Felt like this belonged here. The culture of corporate treatment of parental leave in the US is disgusting. Leading up to the scheduled FMLA they constantly assured her of job security. They had her on a really nice insurance plan and 6 weeks paid leave. It just seems so fucked they would pull the rug out from under her days before they knew she would go into labor. They celebrated our child to be as a “company baby” and even threw her a virtual baby shower. The whole job is remote. It feels like a betrayal- she worked hard and the company CEO is a billionaire. They blame the lay off on company expense and financial cuts but it seems designed around her pregnancy due to her excellence at work. I guess we’re just exasperated and tired. I’m a struggling small business owner too and we both just find that…
Category: Antiwork
And I ooop
I’m a reporter at Vox working on a story a story on the ways work hasn’t changed. Basically, we’re positing the question of what if the future of work is still same (and is still terrible) or worse? We’d love to hear stories from people whose jobs haven’t really changed much over the past couple of years. Maybe you’re still having to go in, your workload is the same or worse, you keep seeing all of these future of work stories and feel like they don’t apply to your experience. We’re looking mainly for workers in the US, but open to chatting with anyone. DMs are open, or shoot me an email at [[email protected]](mailto:[email protected]).

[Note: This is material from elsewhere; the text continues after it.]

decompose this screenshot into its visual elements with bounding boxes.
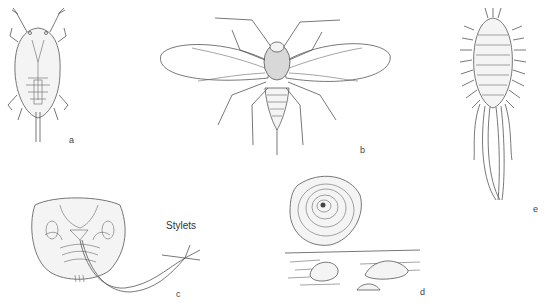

I feel bad for the managers at my job
I work part-time at a franchise-owned Dunkin' Donuts in my city. (For those unfamiliar, it's basically a fast-food coffee/pastry shop) and the managers here are overworked to the MAX. I'm on my third week there and since then about 6 people quit, which basically cut our staff in half because we were already short-staffed. Luckily since I have a second job (and they don't want the trouble of putting me on full-time hours, nor do I) they're not trying to make me work overtime. But the managers are. One of my managers told me she's worked doubles and not had a day off since the 9th of this month. They wouldn't admit it (I think most of them are conservatives) but I bet they'd be retaining workers if they fucking paid us more than $10 an hour and they don't have to make their managers suffer to pick up the…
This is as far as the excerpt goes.